Perpetual Bitcoin Futures Are Now Legal on a Regulated U.S. Exchange — a Derivative That Has Only Existed Offshore
On May 29, the CFTC approved KalshiEX's BTCPERP contract under Section 5c(c)(4) of the Commodity Exchange Act, making KalshiEX the first designated contract market in the United States to list a perpetual futures product referencing Bitcoin's spot price. The contract trades in units of one ten-thousandth of a bitcoin, settles in cash, runs 24 hours a day seven days a week, and carries no expiration date — the structural feature that distinguishes perpetuals from quarterly futures and has made them the dominant derivative instrument on offshore venues. The Commission determined BTCPERP complies with all applicable Core Principles for designated contract markets; CFTC Chairman Mike Selig called the approval a "major step forward" for U.S. crypto policy. Perpetual futures have accounted for the majority of Bitcoin's global trading volume for years but operated exclusively on offshore, largely unregulated exchanges — leaving U.S. participants without regulated domestic access. Kalshi stated its intention to expand crypto perpetuals to more than a dozen digital currencies, subject to further regulatory review.
The approval moves a derivative that drives the majority of Bitcoin's global notional volume — long dominated by Binance, Bybit, and OKX — onto a venue subject to U.S. federal oversight for the first time.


**EXERCISE REQUIREMENTS**
There is a line containing "Describe the element at coordinates (279, 367)" in the records below. Repeat it and every line after it, exactly, through the final line, but no pictures.

**DATA TO USE**
#####
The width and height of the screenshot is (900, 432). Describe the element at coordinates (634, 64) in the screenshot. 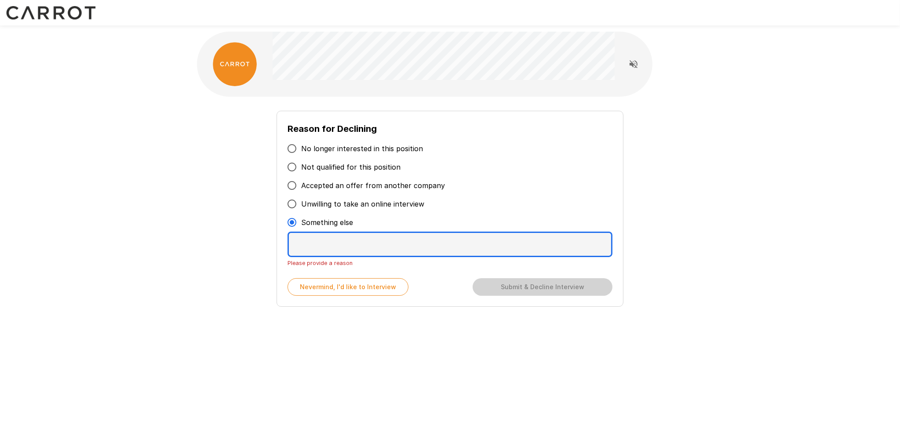

I see `button: Read questions aloud` at that location.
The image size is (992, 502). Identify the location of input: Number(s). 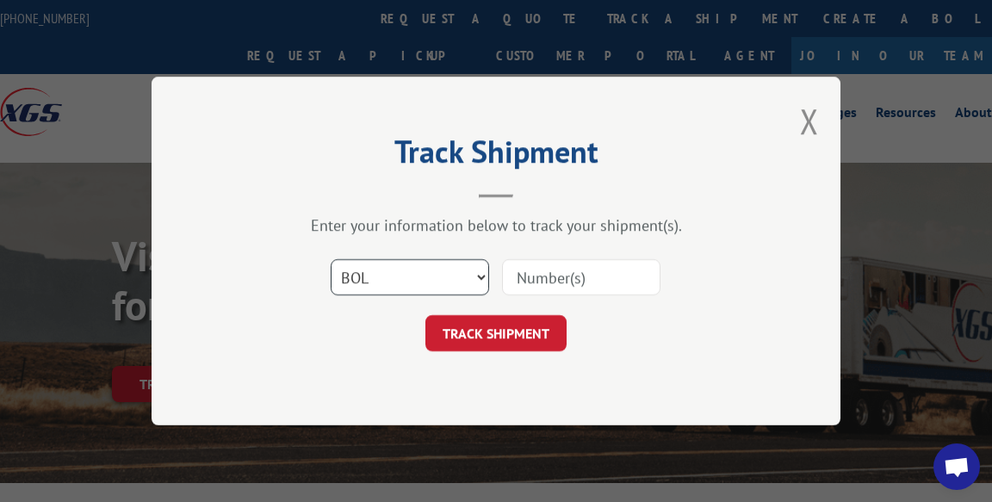
(581, 277).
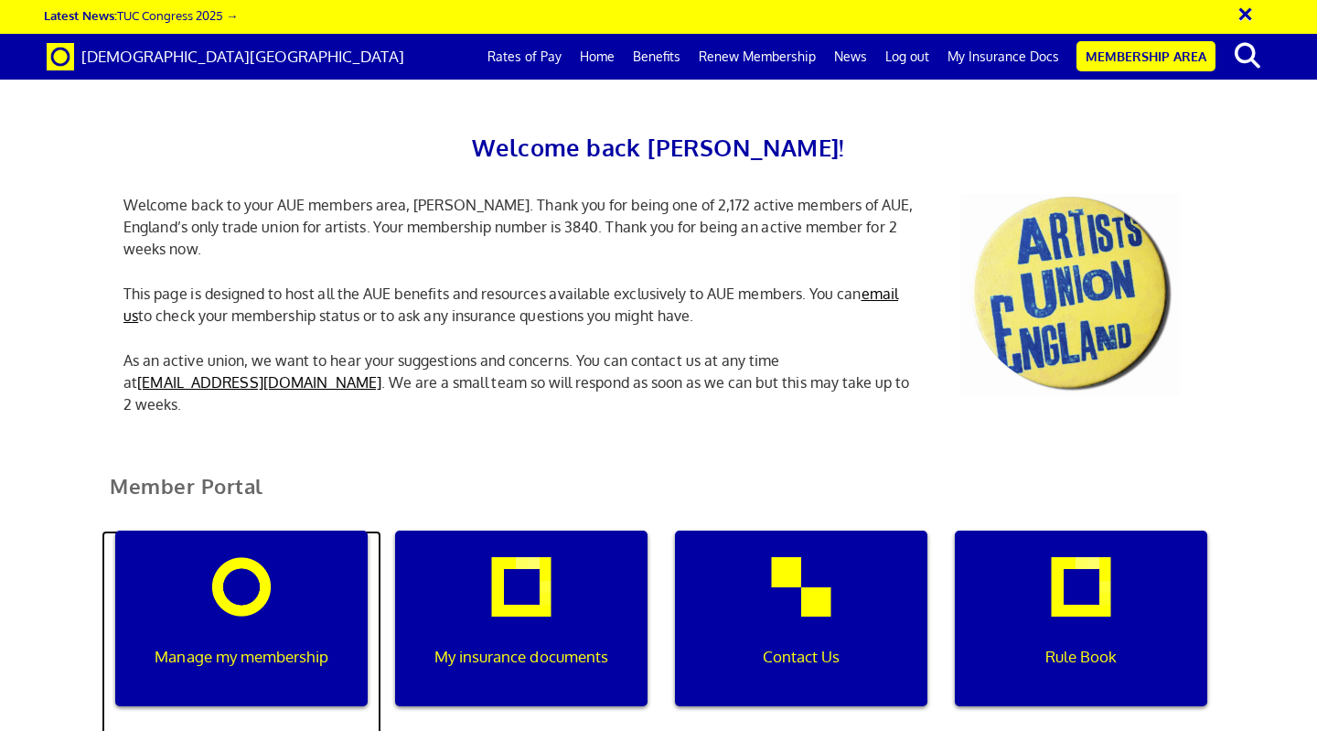  I want to click on a: Home, so click(597, 57).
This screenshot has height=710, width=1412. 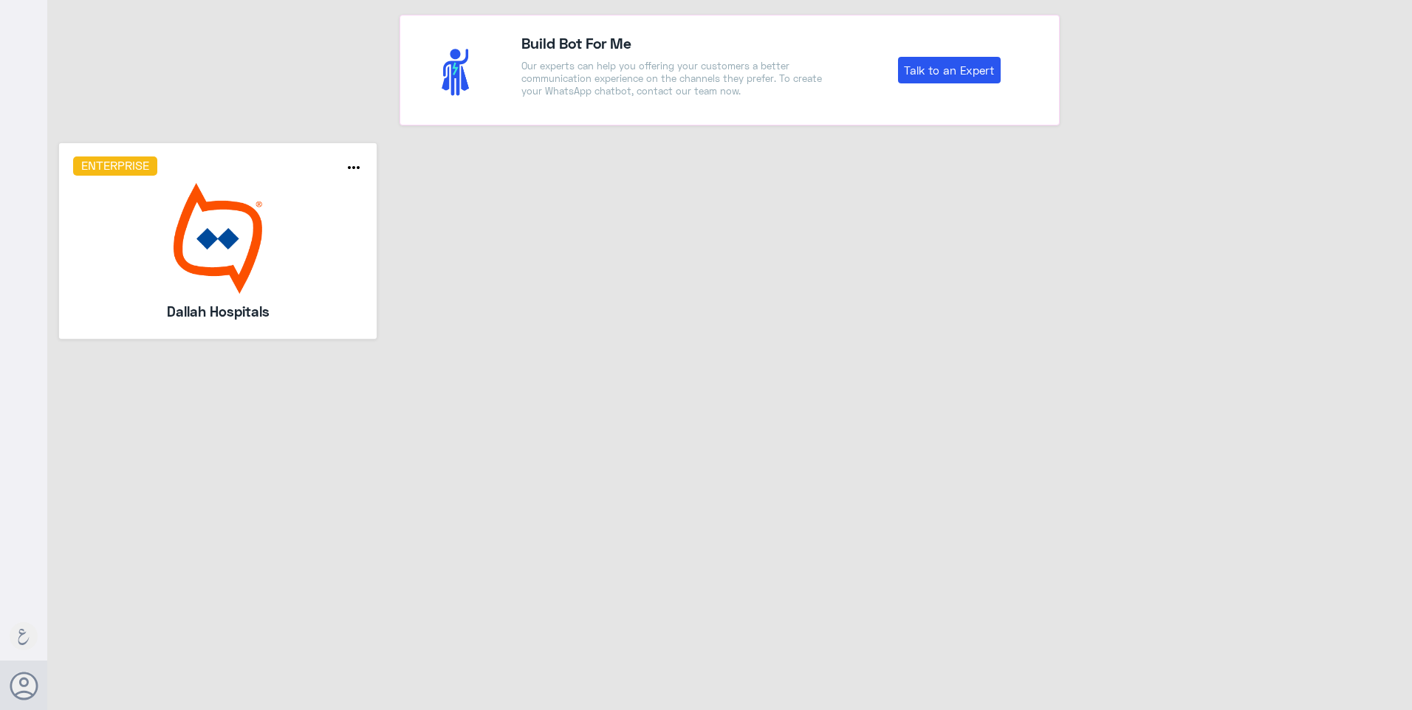 I want to click on i: more_horiz, so click(x=354, y=168).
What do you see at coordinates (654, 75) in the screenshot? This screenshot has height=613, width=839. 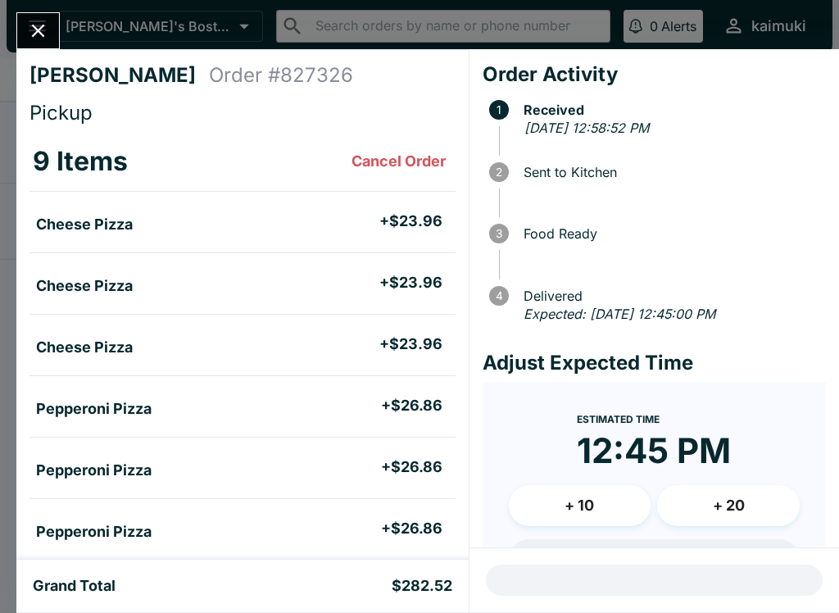 I see `h4: Order Activity` at bounding box center [654, 75].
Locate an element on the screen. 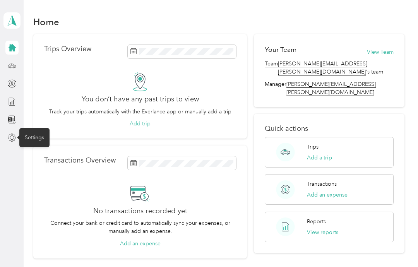  h2: You don’t have any past trips to view is located at coordinates (140, 99).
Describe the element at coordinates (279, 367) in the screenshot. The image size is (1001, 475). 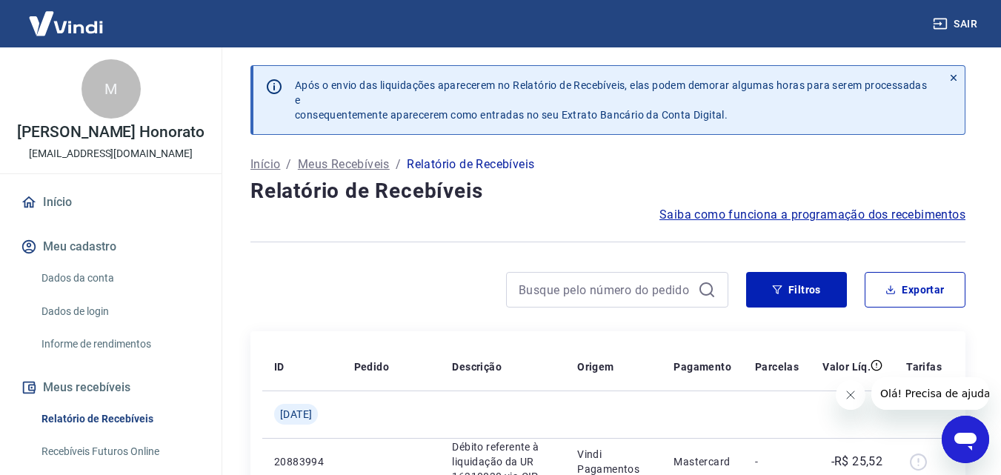
I see `p: ID` at that location.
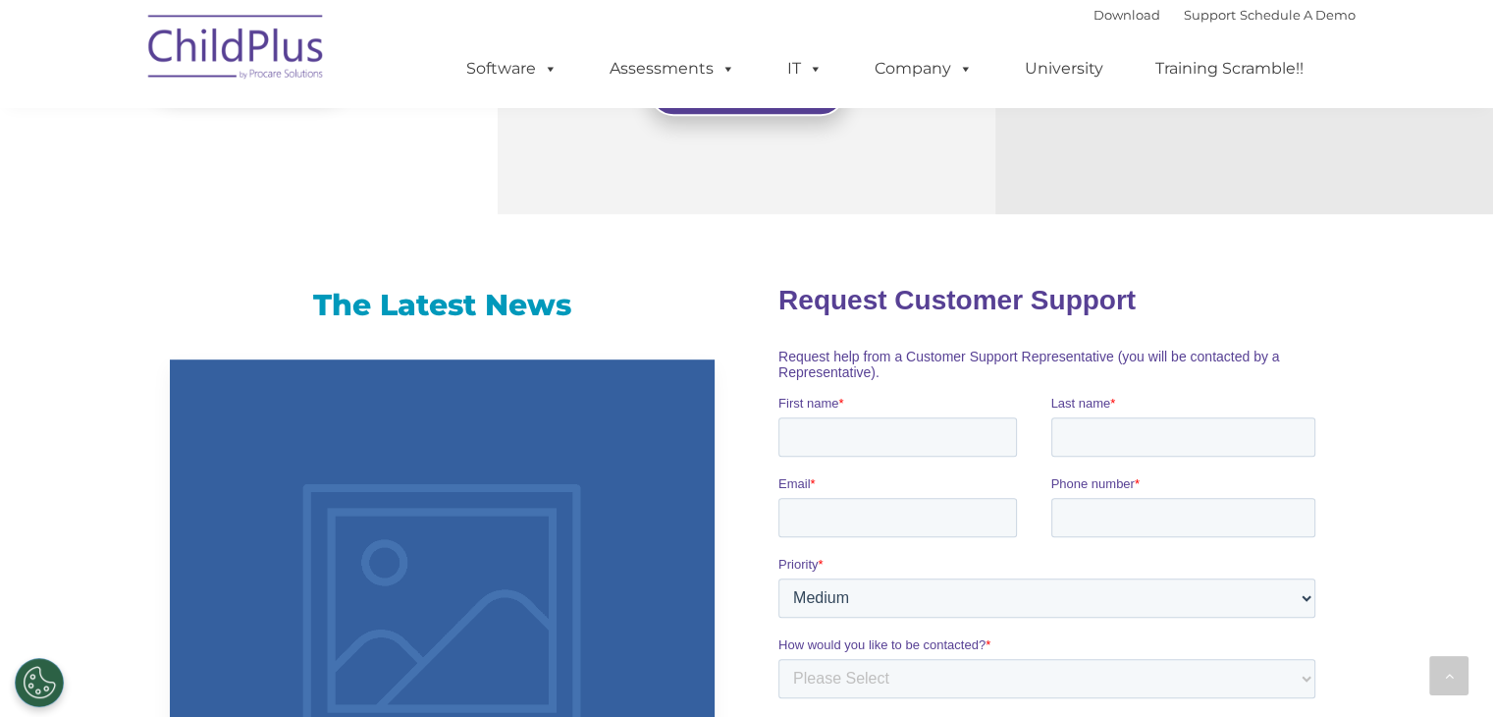 This screenshot has height=717, width=1493. What do you see at coordinates (1064, 69) in the screenshot?
I see `a: University` at bounding box center [1064, 69].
#####
**TASK SOLUTION**
Describe the element at coordinates (279, 367) in the screenshot. The image size is (1001, 475). 
I see `p: ID` at that location.
 This screenshot has height=717, width=1493. What do you see at coordinates (1064, 69) in the screenshot?
I see `a: University` at bounding box center [1064, 69].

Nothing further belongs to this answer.